The Compliance Audit Checklist for This Guide
Do you hold signed, dated consent forms for every before-and-after image displayed on your website and social media?
Are your before-and-after photographs taken under standardised conditions — identical lighting, angle, distance and background — with no digital retouching?
Do your patient testimonials contain objective efficacy claims that require clinical substantiation under CAP Code Rule 3.7?
Have you reviewed your Google Business Profile description, services list and review responses for POM references or efficacy claims?
Does your practice have a documented social media policy covering clinical staff's work-related posts on personal accounts?
Do any of your marketing materials use time-limited offers, countdown timers or scarcity language in relation to medical or dental treatments?
Does your online booking system acknowledge the 14-day cooling-off period required by the Consumer Contracts Regulations 2013?
Have you assessed your review management practices against the DMCCA 2024 requirements on fake and misleading reviews?
If you are uncertain about any of these questions, the risk is measurable, the regulatory environment is actively enforcing, and the new CMA powers mean the financial consequences of non-compliance are materially larger than they were before April 2025.
About the Author
Abel Getachew is a GPhC registered pharmacist and independent prescriber with over six years of NHS and private pharmacy experience.

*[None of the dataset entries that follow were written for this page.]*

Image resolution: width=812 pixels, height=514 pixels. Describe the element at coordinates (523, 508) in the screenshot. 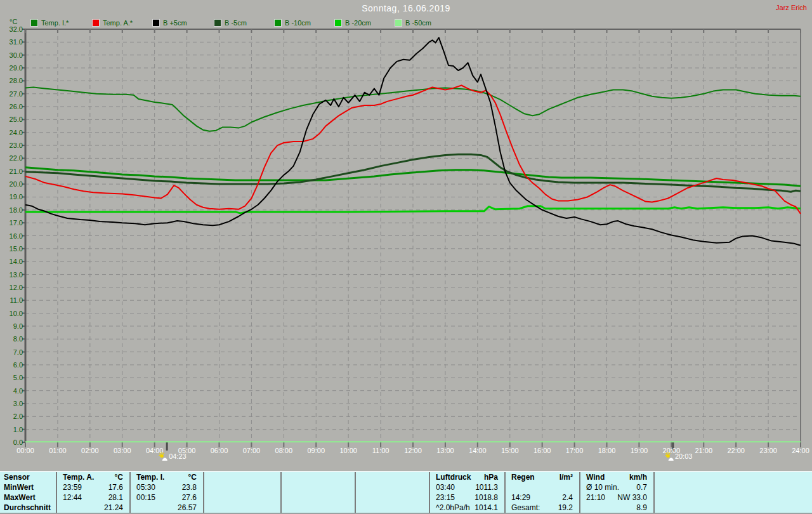

I see `stats-value-time: Gesamt:` at that location.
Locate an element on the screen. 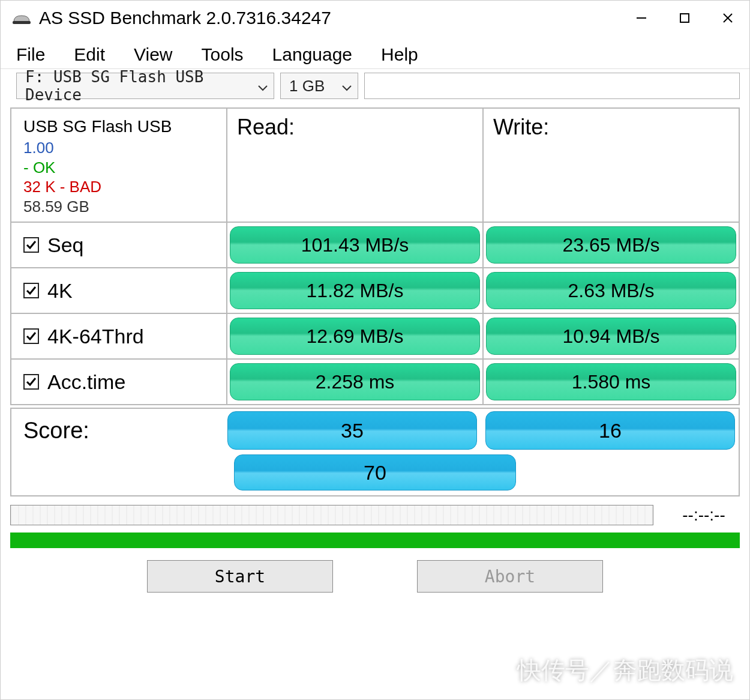  seq-write-value: 23.65 MB/s is located at coordinates (611, 245).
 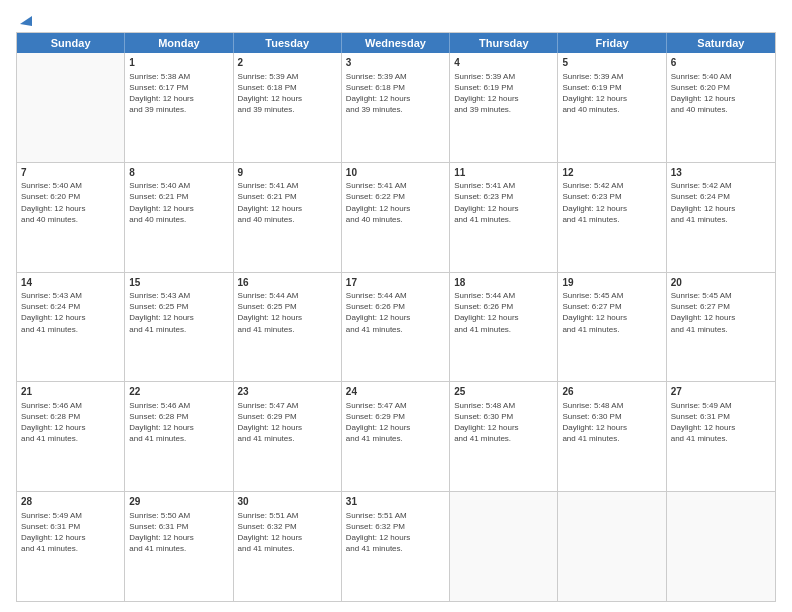 I want to click on header-day-wednesday: Wednesday, so click(x=396, y=43).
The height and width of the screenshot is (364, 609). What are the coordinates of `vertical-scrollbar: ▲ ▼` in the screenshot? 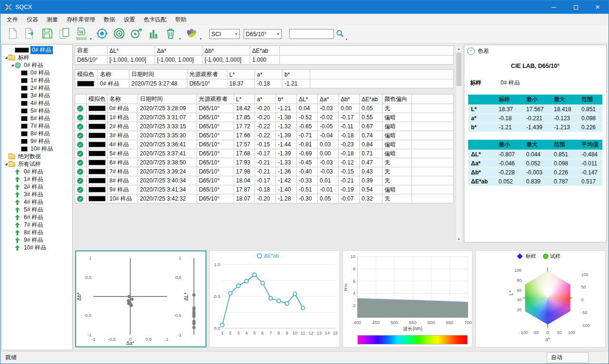 It's located at (459, 144).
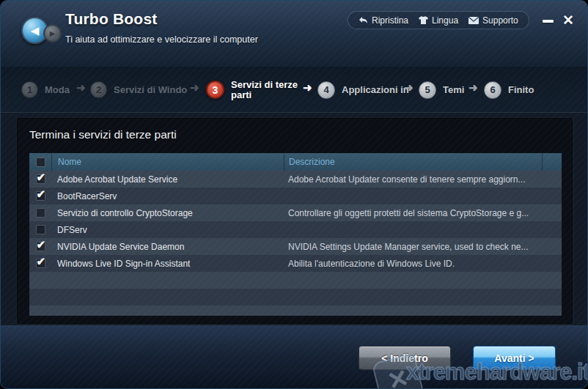  What do you see at coordinates (111, 19) in the screenshot?
I see `app-title: Turbo Boost` at bounding box center [111, 19].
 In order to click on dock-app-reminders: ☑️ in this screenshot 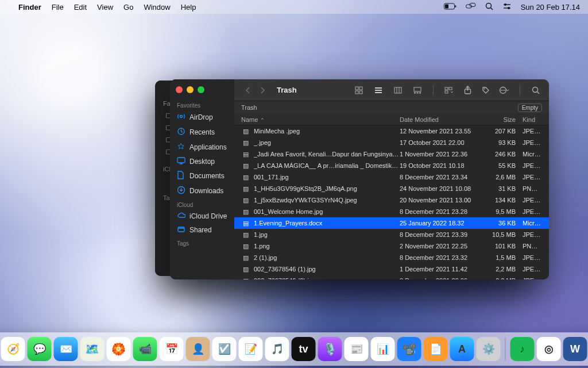, I will do `click(225, 349)`.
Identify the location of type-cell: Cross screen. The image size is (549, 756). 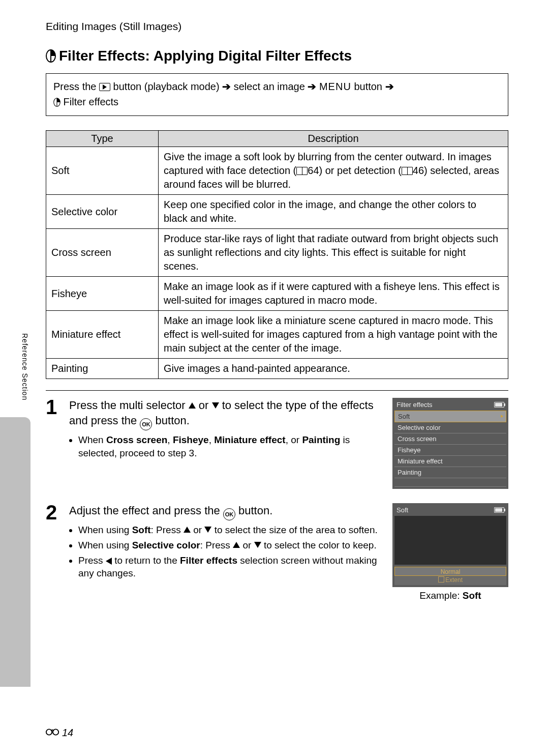
(103, 253).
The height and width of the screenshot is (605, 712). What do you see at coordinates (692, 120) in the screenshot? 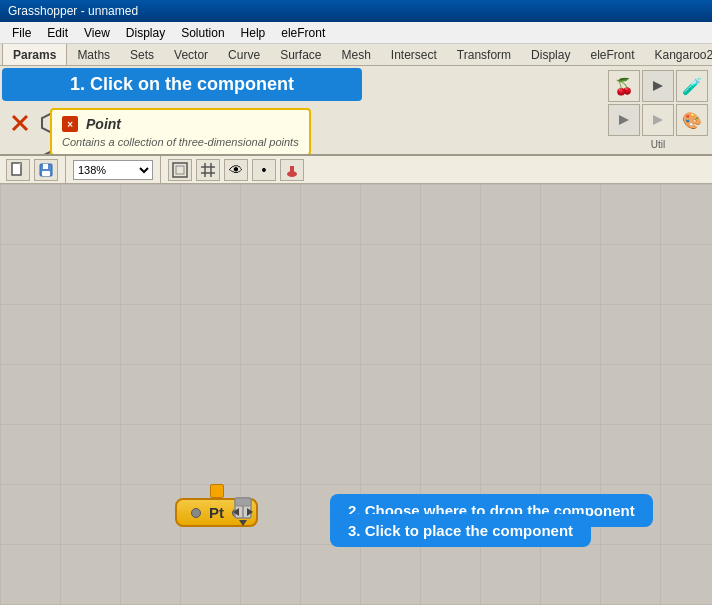
I see `toolbar-paint-icon: 🎨` at bounding box center [692, 120].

He is the founder of PrimacyLeads, a patient acquisition agency that builds compliant growth systems for dental practices, community pharmacies, and specialist medical clinics across the UK. Every campaign built by PrimacyLeads is reviewed against ASA, MHRA, GDC, GPhC, CQC and CMA guidelines before deployment.
To request a complimentary compliance review of your practice's current marketing, book a 15-minute consultation at primacyleads.co.uk.
Regulatory references cited in this article: CAP Code Edition 12, Rules 3.1, 3.7, 3.47-3.50. Digital Markets, Competition and Consumers Act 2024. Consumer Contracts Regulations 2013. CMA Annual Plan 2025-2026. CMA Enforcement Guidance, April 2025. ASA Advice Note: Before and After Photos, June 2025. ASA Advice Note: Cosmetic Interventions — Social Responsibility. ASA Ruling: The Dental Suite, 13 December 2017. ASA Ruling: Smiles Powder UK Ltd, 29 May 2019. GDC Guidance on Advertising. GPhC Standards for Registered Pharmacies.